I was driving this morning to an appointment, listening to an interview on National Public Radio of a horror story…with a good ending, and a couple of interesting synchros to boot.
It’s the story about Kirk Noble Bloodsworth, 53, the first American sentenced to death row, who was exonerated by DNA evidence. Bloodsworth spent eight years in prison, two of them on death row after falsely being convicted of sexual assault, rape and premeditated first-degree murder of a nine-year-old girl in 1985. At the time of his arrest, Bloodsworth, a former Marine with an honorable discharge, had never been arrested.
Even though five eyewitnesses had placed him with the victim, he continued to maintain his innocence throughout his trial and subsequent incarceration. In 1992, while in jail, Bloodsworth read an account of how DNA fingerprinting had led to the conviction of Colin Pitchfork in the killings of Dawn Ashworth and Lynda Mann. Hoping to prove his innocence, he pushed to have the evidence against him tested by the then-novel method.
Initially, it was thought that DNA evidence- traces of semen in the victim’s underwear – had been destroyed. However, Bloodsworth kept pursuing the issue and finally the evidence was located in a paper bag in the judge’s chambers. Testing proved that the semen didn’t match Bloodsworth’s DNA. He was released from prison in 1993.
Bloodsworth was on the radio today in the aftermath of the State of Maryland’s decision to abolish the death penalty, the eighth state to do so. Bloodsworth’s case was cited as a major impetus for abolishing the law.
When asked in the NPR interviewer about his thoughts on the justice system, Bloodsworth said that initially he was confident he would be found not guilty because he didn’t do it. He gave his alibi, but five witnesses proceeded to misidentify him as the perpetrator. He also said it was his pursuit of justice that eventually set him free, not the workings of the justice system.
He told a story of his attorney coming to visit him in jail while he was on trial. They sat in chairs facing each other with a glass partition between them. Behind the lawyer was a brick wall. Bloodsworth recalls the lawyer saying: “You’re in a heap of trouble Kirk, but I’ll do all I can to help you.”
The lawyer finished the conversation repeating, “I’ll do all I can to help you.” He then placed his hand on the glass in front of Kirk, in lieu of a handshake. “Then he stood up, turned, and walked right into the brick wall,” Bloodsworth recalls.
That turned out to be a fitting symbol, a synchronicity for the conviction that was to follow. Another synchro is his name. DNA from his blood proved he was innocent and freed him. Bloodsworth, indeed. A book (pictured above) called BLOODSWORTH was written about his case.
Today, Bloodsworth is a program officer for the Justice Project, and he has been an ardent supporter of the Innocence Protection Act (IPA) since its introduction in Congress in February 2000. The IPA establishes the Kirk Bloodsworth Post-Conviction DNA Testing Program, a program that will help states defray the costs of post-conviction DNA testing.
Though released from prison, Bloodsworth was not formally exonerated. In 2003, nearly a decade after his release, prison DNA evidence added to state and federal databases identified the real killer, Kimberly Shay Ruffner. A month after the 1984 murder, Ruffner had been sentenced to 45 years for an unrelated burglary, attempted rape and assault with intent to murder, and ironically had been incarcerated in a cell one floor below Bloodsworth’s own cell. In 2004 Ruffner pled guilty to the 1984 murder.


ABOUT THIS EXERCISE: Answer with one figure only, the number of lines below in which "chart" occurs.

── PROVIDED MATERIAL

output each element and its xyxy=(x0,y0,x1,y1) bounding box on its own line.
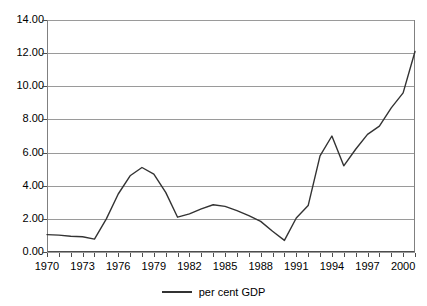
x-tick-mark xyxy=(225,253,226,257)
x-tick-label: 2000 xyxy=(386,260,420,272)
x-tick-mark xyxy=(296,253,297,257)
x-tick-label: 1970 xyxy=(30,260,64,272)
x-tick-mark xyxy=(201,253,202,257)
chart-container: 0.002.004.006.008.0010.0012.0014.00 1970… xyxy=(0,0,427,306)
x-tick-mark xyxy=(344,253,345,257)
x-tick-mark xyxy=(106,253,107,257)
x-tick-label: 1997 xyxy=(351,260,385,272)
x-tick-mark xyxy=(379,253,380,257)
x-tick-mark xyxy=(261,253,262,257)
x-tick-mark xyxy=(47,253,48,257)
x-tick-mark xyxy=(368,253,369,257)
x-tick-mark xyxy=(59,253,60,257)
x-tick-mark xyxy=(213,253,214,257)
x-tick-mark xyxy=(237,253,238,257)
x-tick-mark xyxy=(391,253,392,257)
y-tick-label: 12.00 xyxy=(4,47,44,58)
x-tick-mark xyxy=(189,253,190,257)
x-tick-label: 1994 xyxy=(315,260,349,272)
x-tick-mark xyxy=(178,253,179,257)
y-tick-label: 10.00 xyxy=(4,80,44,91)
x-tick-mark xyxy=(83,253,84,257)
x-tick-mark xyxy=(332,253,333,257)
x-tick-mark xyxy=(415,253,416,257)
x-tick-mark xyxy=(118,253,119,257)
y-tick-label: 0.00 xyxy=(4,246,44,257)
x-tick-label: 1988 xyxy=(244,260,278,272)
plot-area xyxy=(47,20,415,252)
x-tick-mark xyxy=(71,253,72,257)
x-tick-mark xyxy=(94,253,95,257)
x-tick-mark xyxy=(249,253,250,257)
x-tick-mark xyxy=(166,253,167,257)
x-tick-label: 1973 xyxy=(66,260,100,272)
x-tick-mark xyxy=(130,253,131,257)
x-tick-mark xyxy=(403,253,404,257)
x-tick-label: 1991 xyxy=(279,260,313,272)
x-axis-ticks xyxy=(47,253,415,259)
x-tick-mark xyxy=(284,253,285,257)
legend-label: per cent GDP xyxy=(199,286,266,298)
x-tick-mark xyxy=(273,253,274,257)
x-tick-label: 1976 xyxy=(101,260,135,272)
x-tick-label: 1979 xyxy=(137,260,171,272)
x-tick-mark xyxy=(142,253,143,257)
y-tick-label: 8.00 xyxy=(4,113,44,124)
chart-legend: per cent GDP xyxy=(0,281,427,303)
x-tick-mark xyxy=(320,253,321,257)
y-tick-label: 14.00 xyxy=(4,14,44,25)
x-tick-mark xyxy=(154,253,155,257)
series-line-per-cent-gdp xyxy=(47,20,415,252)
x-tick-label: 1982 xyxy=(172,260,206,272)
y-tick-label: 6.00 xyxy=(4,147,44,158)
x-tick-mark xyxy=(356,253,357,257)
x-tick-mark xyxy=(308,253,309,257)
y-tick-label: 2.00 xyxy=(4,213,44,224)
y-tick-label: 4.00 xyxy=(4,180,44,191)
x-tick-label: 1985 xyxy=(208,260,242,272)
legend-line-swatch xyxy=(162,291,192,293)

────

REPLY: 2